FAQ

Q. How much sequencing coverage depth would be required?

A. It depends. If you can afford to sequence 100x of the estimated genome size, that would be the best. When the genome is large (e.g., 400Mbp or larger), you may reduce the depth to 30x or 40x. If you want to sequence less than 20x, you might consider hybrid assembly in which you combine Illumina reads and PacBio reads. Higher sequencing depth than 200x does not usually improve the assembled result. Note that the sequencing depth itself is not a good predictor of the assembly result. What matters is the sequencing depth of reads longer than repetitive elements in a target genome. If reads are short and only few of them are longer than some threshold, namely 2kbp (for bacteria), even 100x data would be beated by 20x data with longer reads. We strongly recommend the use of the size selection protocol using Blue Pippin, which is highly recommended by PacBio.

Q. How large genomes can Sprai assemble?

A. The largest genome we tested is 2Gbp, but there is no theoretical limit for Sprai (although you need more computational resources as the target genome gets larger). Error-correction process is highly scalable, so most probably, Celera assembler would be the bottleneck.

Q. Can Sprai assemble both PacBio CLRs and other reads such as Illumina short reads?

A. No. Sprai is designed to take only PacBio long reads. If you want to combine both reads, you may first correct errors in PacBio long reads by Sprai, and then you can use whatever genome assembler that accepts both error-corrected long reads and Illumina reads.

Q. Why is the number of the output nucleotides by Sprai smaller than the number of the nucleotides in the input file?

A. Sprai trims nucleotides that will not be useful for subsequent analysis such as de novo assembly or mapping to a reference genome. Such nucleotides include low coverage regions (valid_depth paramter; default = 4), regions of too short reads (valid read length: default = 500 bp), and both ends of reads (default = 42 bp). The exact ratio of such nucleotides depends on input data, but however, it usually falls between 10% to 50% in our experience.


Below are the records; tally the lines in them that include the word "right" and reply with the number alone.

*** Opening of Provided information ***

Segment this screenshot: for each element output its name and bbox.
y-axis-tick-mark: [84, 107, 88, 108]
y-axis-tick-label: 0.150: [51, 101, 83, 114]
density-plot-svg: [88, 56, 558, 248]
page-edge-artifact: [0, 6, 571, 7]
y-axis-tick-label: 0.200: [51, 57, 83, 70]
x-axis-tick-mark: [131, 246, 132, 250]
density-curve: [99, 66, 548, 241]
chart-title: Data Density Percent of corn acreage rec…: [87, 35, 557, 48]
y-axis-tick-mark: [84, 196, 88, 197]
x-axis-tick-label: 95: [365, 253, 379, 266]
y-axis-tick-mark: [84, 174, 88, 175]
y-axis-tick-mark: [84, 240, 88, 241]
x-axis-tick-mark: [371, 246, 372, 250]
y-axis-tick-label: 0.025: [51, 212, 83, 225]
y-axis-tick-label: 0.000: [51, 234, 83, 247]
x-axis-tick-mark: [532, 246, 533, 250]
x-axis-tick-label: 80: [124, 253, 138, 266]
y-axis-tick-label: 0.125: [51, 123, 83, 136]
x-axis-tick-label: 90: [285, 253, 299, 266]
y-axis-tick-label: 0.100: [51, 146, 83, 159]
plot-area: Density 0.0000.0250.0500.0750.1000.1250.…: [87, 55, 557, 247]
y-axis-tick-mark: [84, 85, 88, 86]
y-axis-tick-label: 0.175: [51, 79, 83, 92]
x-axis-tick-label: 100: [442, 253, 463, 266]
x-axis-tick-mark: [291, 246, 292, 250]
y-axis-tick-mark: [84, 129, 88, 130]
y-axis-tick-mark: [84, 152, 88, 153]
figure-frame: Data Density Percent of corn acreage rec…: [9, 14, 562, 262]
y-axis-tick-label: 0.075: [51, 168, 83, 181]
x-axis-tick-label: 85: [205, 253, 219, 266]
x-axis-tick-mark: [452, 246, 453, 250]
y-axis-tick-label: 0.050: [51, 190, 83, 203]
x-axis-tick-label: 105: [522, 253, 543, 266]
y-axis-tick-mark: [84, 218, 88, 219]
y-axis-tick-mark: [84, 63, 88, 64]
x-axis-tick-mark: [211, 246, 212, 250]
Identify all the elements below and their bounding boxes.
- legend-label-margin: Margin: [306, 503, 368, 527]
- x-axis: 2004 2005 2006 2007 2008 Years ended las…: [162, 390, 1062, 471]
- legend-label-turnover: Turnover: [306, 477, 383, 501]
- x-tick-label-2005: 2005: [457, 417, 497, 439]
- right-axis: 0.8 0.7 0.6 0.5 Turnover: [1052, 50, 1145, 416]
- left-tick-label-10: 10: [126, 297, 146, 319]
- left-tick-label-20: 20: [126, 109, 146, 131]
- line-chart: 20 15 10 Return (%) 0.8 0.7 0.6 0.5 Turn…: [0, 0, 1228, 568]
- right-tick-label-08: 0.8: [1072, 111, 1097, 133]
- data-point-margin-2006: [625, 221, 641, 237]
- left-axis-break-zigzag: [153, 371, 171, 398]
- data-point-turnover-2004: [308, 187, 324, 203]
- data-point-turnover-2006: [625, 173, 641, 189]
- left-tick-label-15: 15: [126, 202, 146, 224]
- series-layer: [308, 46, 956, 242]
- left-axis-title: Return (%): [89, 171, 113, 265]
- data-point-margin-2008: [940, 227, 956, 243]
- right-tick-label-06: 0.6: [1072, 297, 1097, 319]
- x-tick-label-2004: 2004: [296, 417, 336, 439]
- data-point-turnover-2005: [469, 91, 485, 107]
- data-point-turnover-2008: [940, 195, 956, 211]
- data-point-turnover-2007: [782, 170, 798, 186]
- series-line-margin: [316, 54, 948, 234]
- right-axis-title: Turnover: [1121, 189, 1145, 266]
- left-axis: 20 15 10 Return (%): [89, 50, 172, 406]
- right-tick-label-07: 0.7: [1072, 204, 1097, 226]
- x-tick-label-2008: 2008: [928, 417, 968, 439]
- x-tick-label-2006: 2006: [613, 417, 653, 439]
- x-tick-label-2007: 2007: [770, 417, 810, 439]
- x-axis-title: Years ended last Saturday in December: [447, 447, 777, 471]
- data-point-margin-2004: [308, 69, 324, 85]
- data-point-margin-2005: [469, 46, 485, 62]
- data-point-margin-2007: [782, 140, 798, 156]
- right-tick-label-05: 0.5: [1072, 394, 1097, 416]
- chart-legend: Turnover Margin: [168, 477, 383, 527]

*** Close of Provided information ***

Output for this exercise: 6